Tuesday, March 30, 2004

Military Matters

I was deep into a sharp but fair review of Stanley P. Hirshon's biography Patton: A Soldier's Life before I noted that it was written by Victor Davis Hanson. Considering that Hanson has praised Patton in extravagant terms in his own work, I thought his criticisms were remarkably nuanced. He praises Hirshon's mastery of the Patton archives, and says that the book will be a "valuable storehouse" for future students of Patton. But that's about all the good things he can say. Essentially he charges Hirshon for neglecting the fact that Patton was a soldier.

Yet the deepest problem with A Soldier's Life is that it really is not a soldier's life. One could make the argument that on key occasions—the approach to Brest, the closing of the Falaise Gap, the crossing of the Seine River, the August race to the Siegfried Line, the initial desire to go much deeper to the rear of the Bulge, and the decision to stop before Prague—thousands of lives might have been saved had superiors ceded to Patton's judgment. Such controversial and monumental decisions affected an entire theater; yet they warrant only a few pages in Hirshson's account and are overshadowed by stories of Patton's purported liaisons, insensitive language, and blinkered class biases.

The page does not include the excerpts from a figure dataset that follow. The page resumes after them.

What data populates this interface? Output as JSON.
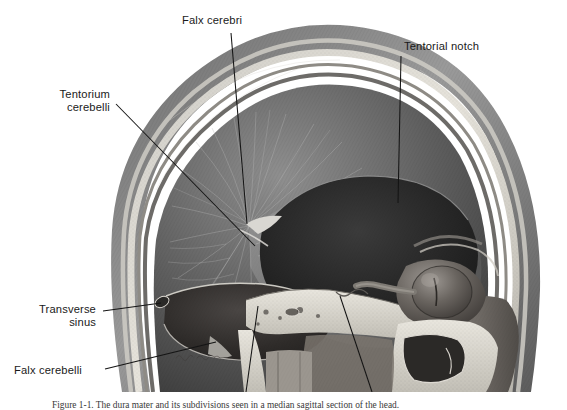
{
  "figure": {
    "background_color": "#ffffff",
    "ink_color": "#1a1a1a",
    "labels": [
      {
        "id": "falx-cerebri",
        "text": "Falx cerebri",
        "align": "left"
      },
      {
        "id": "tentorial-notch",
        "text": "Tentorial notch",
        "align": "left"
      },
      {
        "id": "tentorium-cerebelli",
        "text": "Tentorium\ncerebelli",
        "align": "right"
      },
      {
        "id": "transverse-sinus",
        "text": "Transverse\nsinus",
        "align": "right"
      },
      {
        "id": "falx-cerebelli",
        "text": "Falx cerebelli",
        "align": "left"
      }
    ],
    "caption": "Figure 1-1.  The dura mater and its subdivisions seen in a median sagittal section of the head."
  }
}
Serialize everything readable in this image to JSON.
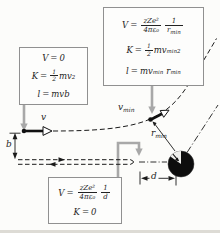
{
  "colors": {
    "connector_gray": "#a8a8a8",
    "box_border": "#909090",
    "ink": "#1e1e1e",
    "sphere": "#0d0d0d"
  },
  "boxes": {
    "initial": {
      "line1": {
        "lhs": "V",
        "eq": "=",
        "rhs": "0"
      },
      "line2": {
        "lhs": "K",
        "eq": "=",
        "frac_num": "1",
        "frac_den": "2",
        "body": "mv",
        "sup": "2"
      },
      "line3": {
        "lhs": "l",
        "eq": "=",
        "body": "mvb"
      }
    },
    "closest_approach": {
      "line1": {
        "lhs": "V",
        "eq": "=",
        "f1_num": "zZe²",
        "f1_den": "4πε₀",
        "f2_num": "1",
        "f2_den_base": "r",
        "f2_den_sub": "min"
      },
      "line2": {
        "lhs": "K",
        "eq": "=",
        "frac_num": "1",
        "frac_den": "2",
        "body": "mv",
        "body_sub": "min",
        "sup": "2"
      },
      "line3": {
        "lhs": "l",
        "eq": "=",
        "body": "mv",
        "body_sub": "min",
        "body2": "r",
        "body2_sub": "min"
      }
    },
    "head_on": {
      "line1": {
        "lhs": "V",
        "eq": "=",
        "f1_num": "zZe²",
        "f1_den": "4πε₀",
        "f2_num": "1",
        "f2_den": "d"
      },
      "line2": {
        "lhs": "K",
        "eq": "=",
        "rhs": "0"
      }
    }
  },
  "labels": {
    "v": "v",
    "b": "b",
    "v_min_base": "v",
    "v_min_sub": "min",
    "r_min_base": "r",
    "r_min_sub": "min",
    "d": "d"
  }
}
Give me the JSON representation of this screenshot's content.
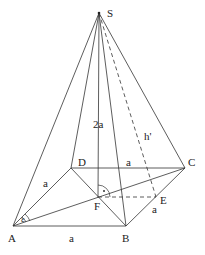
{
  "diagram": {
    "vertices": {
      "S": {
        "label": "S",
        "x": 99,
        "y": 13
      },
      "A": {
        "label": "A",
        "x": 13,
        "y": 226
      },
      "B": {
        "label": "B",
        "x": 126,
        "y": 226
      },
      "C": {
        "label": "C",
        "x": 185,
        "y": 168
      },
      "D": {
        "label": "D",
        "x": 71,
        "y": 168
      },
      "F": {
        "label": "F",
        "x": 98,
        "y": 197
      },
      "E": {
        "label": "E",
        "x": 156,
        "y": 197
      }
    },
    "labels": {
      "height": "2a",
      "slant_height": "h'",
      "side_AB": "a",
      "side_AD": "a",
      "side_DC": "a",
      "side_BC": "a",
      "angle": "ε",
      "right_angle_dot": "·"
    },
    "edges_solid": [
      "SA",
      "SB",
      "SC",
      "SD",
      "SF",
      "AB",
      "BC",
      "CD",
      "DA",
      "AC",
      "DB"
    ],
    "edges_dashed": [
      "SE",
      "FE"
    ],
    "stroke_color": "#333333"
  }
}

In lieu of in-depth military analysis, we get a few extended quotations from Chester Wilmot, B.H. Liddell Hart, and S.L.A. Marshall—none of whom is known for consistency, fairness, or sympathy to Patton.

This could be taken out of an academic paper of Hanson's I remember, in which he charges military historians of recent times of neglecting the grind and plod of battle as the primary means to understand the soldiers or commanders whom they purport to chronicle. After all, the only reason Hirshon decided to study Patton was because he was a famous general. (I should add, by the way, that Hanson doesn't deny Patton's liasons, language, or class biases. As for Patton's racism and classism, he seems to be pretty well described by Alistair Cooke's description of H.L. Mencken: "He disliked all sorts of groups on principle, but was prepared to put aside all prejudices when meeting with an individual." Something like that.)

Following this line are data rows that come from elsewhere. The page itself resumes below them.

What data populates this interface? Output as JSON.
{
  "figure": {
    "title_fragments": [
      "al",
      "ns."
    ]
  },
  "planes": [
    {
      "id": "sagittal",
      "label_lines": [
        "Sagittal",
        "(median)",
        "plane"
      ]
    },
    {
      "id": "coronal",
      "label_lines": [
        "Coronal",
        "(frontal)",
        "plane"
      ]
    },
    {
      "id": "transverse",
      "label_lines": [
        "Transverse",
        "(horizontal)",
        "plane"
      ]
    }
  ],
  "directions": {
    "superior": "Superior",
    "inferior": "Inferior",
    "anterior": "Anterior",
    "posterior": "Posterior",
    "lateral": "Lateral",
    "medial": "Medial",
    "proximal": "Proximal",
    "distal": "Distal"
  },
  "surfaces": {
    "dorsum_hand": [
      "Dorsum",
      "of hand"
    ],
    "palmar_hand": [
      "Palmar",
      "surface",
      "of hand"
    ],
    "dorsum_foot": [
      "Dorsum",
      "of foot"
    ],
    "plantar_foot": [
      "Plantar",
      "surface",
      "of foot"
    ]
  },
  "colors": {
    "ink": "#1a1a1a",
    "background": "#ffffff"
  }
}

I thought of Patton when reading a little comment on Strategypage.com about the Pakistani offensive into the border regions. By assaulting al Quaeda, the Pakistani's have forced them to use their radios and satellite phones; combat and movement forces them to use insecure means of communication. This means they can be tracked, that signals intelligence can be picked up from their conversations and reports, and that cell phone calls to terrorist cells in Pakistani can be walked back to those terrorist cells. Things happen when you press hard in an offensive, and Patton of course knew this well. It was the "Soldier's General" who believed in slow, cautious, frontal assaults...which, oddly enough, means that he lost more men.